PRINCE POPPYCOCK

The graphics are a significant upgrade from the Prince of Persia that was on the Apple computer, but they are not amazing. Players will experience the game on a two dimensional environment (ala Castlevania). You will encounter a myriad of trapped doors, hazardous spikes, and deadly blades. Jumping from platform to platform makes up a great deal of the gameplay (too much for my taste)

More Mary, Oscars and the Burt-a-Thon

One of these days the Siren will blog about something and find out that John McElwee hasn't already covered it. Wonderful piece here on Mary Astor. Operator_99 also had two rare, lovely pictures of Astor. And James Wolcott jumps into the fray to say that while there is no excuse for Mary's perm in The Maltese Falcon, the rest of her was perfect.

It's Oscar weekend, and the Siren will of course be watching the show, at the grand Brooklyn abode of two fellow film bloggers. Her enjoyment will not be lessened by the fact that she hasn't seen any of the Best Picture nominees. Nope, not one. Bad, yes, very bad, but you see, The Woman in the Window was re-released, and there was this Max Ophuls series at BAM, and...well, anyway. The Siren assures her readers that 2008 will find her keeping up more with this modern stuff. Friends like Girish and Filmbrain tell her some of the youngsters nowadays are quite talented.

If you want a roundup from someone who got out of the house in 2007, Dennis Cozzalio has an excellent post that gathers up all the reading on the awards that you could possibly want. If it's live-blogging you want, Oscar obsessive Nathaniel R is the perfect choice. And don't forget to track the Supporting Actress race with Stinky Lulu.

The balloting for Goatdog's Oscar contest has, alas, closed but he's also blogging away about his Oscar obsessions, and has his own maverick prediction for what will win on Sunday. The Siren didn't vote in the contest but perhaps she should have. Oscar-winning has this weird disconnect from actual films, and not seeing anything might actually give you enough objectivity to predict the strange ways the voting turns.

Over at Newcritics, Robert Stein looks at Lindsay aping Marilyn and says enough, already, with photographing tinsel and trying to tell us it's gold. The Siren empathizes in a big way (although his personal connection no doubt makes it that much worse). Marilyn gets it worse than anybody, poor soul, as the Siren once noted here. But there are others, too, and all of them give her the shrieking blue fantods. Stop, please, just stop it. Find your own glamor and leave our memories alone.

Finally, are you keeping up with Larry Aydlette's Burt-a-Thon, in which we get 30 days of Burt Reynolds? Larry went through two incarnations, as That Little Round-Headed Boy and the Shamus, before finally revealing himself as the uncommonly knowledgeable entertainment editor of The Palm Beach Post. This series is the best thing he has done yet, and that is no small praise. Reynolds has become a way for Larry to re-examine, resurrect and otherwise rectify the critical literature on a whole section of 70s cinema, what one part of the public was adoring while the highbrows watched the Easy Riders and Raging Bulls. It does what all good blogging should do--gives you a perspective you aren't getting from the mainstream. The Siren has been eating it up. Start here and work your way back, or start here and work forward, it's a must either way.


• [Work to complete]:
Reproduce, without any change, the span of lines from the opening of the records below to the line containing "The image size is (1438, 759).", inclusive.

(Dataset entries)

'''

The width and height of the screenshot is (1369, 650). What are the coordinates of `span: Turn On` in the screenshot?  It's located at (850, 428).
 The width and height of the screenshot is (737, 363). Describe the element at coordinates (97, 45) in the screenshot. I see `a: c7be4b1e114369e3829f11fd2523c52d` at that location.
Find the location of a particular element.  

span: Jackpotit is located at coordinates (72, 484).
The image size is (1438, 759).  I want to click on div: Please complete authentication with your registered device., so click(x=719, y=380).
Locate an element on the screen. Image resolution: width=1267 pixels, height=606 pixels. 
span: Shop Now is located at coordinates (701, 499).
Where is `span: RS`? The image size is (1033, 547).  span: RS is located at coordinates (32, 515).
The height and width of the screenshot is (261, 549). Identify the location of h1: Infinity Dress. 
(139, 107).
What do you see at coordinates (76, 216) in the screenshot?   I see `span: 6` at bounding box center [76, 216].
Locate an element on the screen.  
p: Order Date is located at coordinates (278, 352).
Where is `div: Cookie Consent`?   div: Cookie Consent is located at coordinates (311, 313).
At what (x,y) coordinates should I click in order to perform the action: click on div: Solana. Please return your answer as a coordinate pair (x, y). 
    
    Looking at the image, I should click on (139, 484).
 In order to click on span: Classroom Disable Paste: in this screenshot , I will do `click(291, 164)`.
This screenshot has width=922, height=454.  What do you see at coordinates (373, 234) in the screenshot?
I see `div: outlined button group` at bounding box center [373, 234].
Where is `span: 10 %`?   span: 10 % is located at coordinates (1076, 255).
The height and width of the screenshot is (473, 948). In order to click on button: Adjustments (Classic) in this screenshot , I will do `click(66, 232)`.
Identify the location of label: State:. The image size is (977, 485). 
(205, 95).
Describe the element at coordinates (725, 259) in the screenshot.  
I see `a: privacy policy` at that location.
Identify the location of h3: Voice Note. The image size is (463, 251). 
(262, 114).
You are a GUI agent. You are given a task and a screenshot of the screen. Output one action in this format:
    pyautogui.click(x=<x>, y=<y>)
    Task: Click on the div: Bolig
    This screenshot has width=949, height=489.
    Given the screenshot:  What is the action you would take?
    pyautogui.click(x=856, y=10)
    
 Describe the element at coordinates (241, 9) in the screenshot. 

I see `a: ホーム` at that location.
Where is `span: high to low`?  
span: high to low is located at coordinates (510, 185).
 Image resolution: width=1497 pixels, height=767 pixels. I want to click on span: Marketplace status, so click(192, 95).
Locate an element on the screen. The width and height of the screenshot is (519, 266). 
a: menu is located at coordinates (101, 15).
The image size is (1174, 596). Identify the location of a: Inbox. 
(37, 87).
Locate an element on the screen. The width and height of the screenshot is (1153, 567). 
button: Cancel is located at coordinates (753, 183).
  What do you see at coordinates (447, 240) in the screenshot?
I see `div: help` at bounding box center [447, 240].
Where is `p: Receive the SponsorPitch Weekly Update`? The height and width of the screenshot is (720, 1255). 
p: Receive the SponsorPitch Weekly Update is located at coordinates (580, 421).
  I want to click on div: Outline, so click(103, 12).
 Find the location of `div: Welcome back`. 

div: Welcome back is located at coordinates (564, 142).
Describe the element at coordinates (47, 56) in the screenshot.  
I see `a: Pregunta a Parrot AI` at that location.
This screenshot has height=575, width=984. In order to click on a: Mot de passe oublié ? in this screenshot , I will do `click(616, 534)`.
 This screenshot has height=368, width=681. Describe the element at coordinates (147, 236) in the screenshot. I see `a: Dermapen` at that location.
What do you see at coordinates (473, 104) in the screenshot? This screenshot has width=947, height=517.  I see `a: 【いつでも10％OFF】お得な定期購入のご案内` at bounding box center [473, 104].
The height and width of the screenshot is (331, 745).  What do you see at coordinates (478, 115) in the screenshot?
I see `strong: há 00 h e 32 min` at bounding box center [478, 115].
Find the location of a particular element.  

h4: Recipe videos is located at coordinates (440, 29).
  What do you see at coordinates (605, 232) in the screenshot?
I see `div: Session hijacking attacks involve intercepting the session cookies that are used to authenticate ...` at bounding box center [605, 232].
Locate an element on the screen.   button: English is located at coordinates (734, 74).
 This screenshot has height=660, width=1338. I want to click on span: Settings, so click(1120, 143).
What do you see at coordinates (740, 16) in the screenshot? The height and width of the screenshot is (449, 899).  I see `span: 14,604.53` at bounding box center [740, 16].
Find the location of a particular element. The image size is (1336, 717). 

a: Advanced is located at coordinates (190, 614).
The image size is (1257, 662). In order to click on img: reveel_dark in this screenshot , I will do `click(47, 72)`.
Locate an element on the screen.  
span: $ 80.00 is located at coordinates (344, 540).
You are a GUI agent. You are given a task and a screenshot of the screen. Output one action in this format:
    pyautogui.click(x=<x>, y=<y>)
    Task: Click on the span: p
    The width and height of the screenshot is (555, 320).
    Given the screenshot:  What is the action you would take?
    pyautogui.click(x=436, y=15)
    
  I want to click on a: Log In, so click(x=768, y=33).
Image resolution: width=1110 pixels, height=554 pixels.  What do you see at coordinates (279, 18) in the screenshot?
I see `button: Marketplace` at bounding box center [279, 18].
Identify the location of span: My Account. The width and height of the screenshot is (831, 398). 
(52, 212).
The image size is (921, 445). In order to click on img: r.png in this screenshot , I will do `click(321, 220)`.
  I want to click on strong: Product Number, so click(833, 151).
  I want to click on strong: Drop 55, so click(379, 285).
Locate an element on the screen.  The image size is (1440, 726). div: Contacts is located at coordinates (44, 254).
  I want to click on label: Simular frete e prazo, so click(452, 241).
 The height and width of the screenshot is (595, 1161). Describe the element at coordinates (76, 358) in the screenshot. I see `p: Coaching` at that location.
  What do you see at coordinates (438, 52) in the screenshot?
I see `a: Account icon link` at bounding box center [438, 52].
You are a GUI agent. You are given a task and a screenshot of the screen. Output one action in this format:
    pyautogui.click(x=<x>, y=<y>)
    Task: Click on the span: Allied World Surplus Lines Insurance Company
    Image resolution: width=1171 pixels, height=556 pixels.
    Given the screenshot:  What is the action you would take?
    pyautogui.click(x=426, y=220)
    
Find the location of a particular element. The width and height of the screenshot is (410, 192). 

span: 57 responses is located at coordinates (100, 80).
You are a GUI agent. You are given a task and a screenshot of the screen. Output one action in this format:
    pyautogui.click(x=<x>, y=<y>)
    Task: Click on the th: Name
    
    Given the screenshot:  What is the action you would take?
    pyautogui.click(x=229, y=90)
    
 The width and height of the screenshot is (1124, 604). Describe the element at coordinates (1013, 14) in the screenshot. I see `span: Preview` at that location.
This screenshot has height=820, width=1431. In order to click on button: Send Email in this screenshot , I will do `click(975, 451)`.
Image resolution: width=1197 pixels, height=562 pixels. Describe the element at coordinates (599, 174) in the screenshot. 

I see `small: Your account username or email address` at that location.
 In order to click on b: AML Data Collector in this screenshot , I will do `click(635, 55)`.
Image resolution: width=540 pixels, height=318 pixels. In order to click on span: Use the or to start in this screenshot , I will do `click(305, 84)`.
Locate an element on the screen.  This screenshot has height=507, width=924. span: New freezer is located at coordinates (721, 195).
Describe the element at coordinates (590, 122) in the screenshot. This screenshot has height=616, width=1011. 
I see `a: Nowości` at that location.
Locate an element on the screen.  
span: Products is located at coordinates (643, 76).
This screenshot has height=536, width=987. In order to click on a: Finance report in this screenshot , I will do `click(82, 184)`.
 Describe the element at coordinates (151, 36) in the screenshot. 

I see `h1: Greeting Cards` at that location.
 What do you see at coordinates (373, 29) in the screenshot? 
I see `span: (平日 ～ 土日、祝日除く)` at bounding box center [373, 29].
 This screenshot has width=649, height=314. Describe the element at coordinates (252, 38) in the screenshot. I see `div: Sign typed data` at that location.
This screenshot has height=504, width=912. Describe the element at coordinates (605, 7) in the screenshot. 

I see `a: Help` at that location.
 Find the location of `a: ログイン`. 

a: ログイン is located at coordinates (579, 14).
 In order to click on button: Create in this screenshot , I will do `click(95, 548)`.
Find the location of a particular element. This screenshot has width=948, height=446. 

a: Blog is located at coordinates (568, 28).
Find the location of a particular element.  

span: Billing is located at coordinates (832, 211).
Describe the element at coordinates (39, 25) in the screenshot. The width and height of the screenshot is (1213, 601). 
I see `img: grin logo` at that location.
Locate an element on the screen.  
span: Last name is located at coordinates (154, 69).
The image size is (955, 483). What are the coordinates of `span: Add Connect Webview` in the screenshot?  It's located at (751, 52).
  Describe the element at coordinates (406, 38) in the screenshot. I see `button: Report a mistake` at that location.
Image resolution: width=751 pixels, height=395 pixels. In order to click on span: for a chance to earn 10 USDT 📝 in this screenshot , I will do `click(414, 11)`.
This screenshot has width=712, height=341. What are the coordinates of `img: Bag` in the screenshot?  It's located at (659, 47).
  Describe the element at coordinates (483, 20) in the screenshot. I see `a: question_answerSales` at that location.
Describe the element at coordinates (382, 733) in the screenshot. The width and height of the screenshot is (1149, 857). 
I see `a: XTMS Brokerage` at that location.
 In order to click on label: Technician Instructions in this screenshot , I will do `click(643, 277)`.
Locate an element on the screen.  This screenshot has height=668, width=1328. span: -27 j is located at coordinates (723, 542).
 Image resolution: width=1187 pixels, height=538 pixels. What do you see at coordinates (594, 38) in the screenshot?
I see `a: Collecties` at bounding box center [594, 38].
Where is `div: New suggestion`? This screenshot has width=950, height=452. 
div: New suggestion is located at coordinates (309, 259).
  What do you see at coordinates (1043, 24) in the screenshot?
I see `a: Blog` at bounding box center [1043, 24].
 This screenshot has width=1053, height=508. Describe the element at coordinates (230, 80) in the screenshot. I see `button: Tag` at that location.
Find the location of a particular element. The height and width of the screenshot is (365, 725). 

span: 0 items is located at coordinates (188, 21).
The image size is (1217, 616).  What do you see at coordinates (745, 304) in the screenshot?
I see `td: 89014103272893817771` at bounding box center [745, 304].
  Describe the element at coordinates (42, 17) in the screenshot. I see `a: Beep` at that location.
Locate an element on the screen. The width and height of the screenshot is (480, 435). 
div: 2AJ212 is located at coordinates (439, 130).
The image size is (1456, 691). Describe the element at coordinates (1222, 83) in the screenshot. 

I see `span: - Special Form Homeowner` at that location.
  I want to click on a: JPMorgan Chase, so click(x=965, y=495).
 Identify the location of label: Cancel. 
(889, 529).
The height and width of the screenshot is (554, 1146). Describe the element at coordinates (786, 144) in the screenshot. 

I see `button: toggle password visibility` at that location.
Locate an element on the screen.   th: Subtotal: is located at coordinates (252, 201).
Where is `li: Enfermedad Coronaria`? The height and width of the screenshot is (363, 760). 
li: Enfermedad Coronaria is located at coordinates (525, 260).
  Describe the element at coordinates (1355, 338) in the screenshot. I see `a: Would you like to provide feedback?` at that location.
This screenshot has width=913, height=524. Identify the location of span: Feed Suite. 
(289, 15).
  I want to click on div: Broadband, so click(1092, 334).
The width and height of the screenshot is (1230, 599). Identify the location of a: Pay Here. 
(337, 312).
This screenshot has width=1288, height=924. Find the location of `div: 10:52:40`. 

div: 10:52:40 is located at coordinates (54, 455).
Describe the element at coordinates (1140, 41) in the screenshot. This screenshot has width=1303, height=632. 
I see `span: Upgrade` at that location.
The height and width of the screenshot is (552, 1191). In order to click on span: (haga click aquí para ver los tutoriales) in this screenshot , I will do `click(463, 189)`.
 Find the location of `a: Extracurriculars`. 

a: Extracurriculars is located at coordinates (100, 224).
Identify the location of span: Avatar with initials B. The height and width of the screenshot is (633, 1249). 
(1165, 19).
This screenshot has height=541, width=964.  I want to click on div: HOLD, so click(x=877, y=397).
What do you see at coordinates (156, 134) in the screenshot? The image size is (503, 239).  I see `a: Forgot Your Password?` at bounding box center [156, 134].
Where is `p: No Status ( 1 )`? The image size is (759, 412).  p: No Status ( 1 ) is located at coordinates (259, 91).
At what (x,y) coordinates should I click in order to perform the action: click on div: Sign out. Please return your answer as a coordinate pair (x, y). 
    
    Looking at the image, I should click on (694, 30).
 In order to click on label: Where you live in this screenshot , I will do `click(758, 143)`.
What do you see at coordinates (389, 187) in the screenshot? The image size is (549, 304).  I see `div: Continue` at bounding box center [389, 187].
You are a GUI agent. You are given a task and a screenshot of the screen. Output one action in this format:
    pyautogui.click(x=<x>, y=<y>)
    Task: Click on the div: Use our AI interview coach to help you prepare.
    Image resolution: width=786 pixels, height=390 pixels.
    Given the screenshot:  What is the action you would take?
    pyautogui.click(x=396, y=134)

'''

• [Exercise output]:
The width and height of the screenshot is (1369, 650). What are the coordinates of `span: Turn On` in the screenshot?  It's located at (850, 428).
 The width and height of the screenshot is (737, 363). Describe the element at coordinates (97, 45) in the screenshot. I see `a: c7be4b1e114369e3829f11fd2523c52d` at that location.
Find the location of a particular element.  

span: Jackpotit is located at coordinates (72, 484).
The image size is (1438, 759).  I want to click on div: Please complete authentication with your registered device., so click(x=719, y=380).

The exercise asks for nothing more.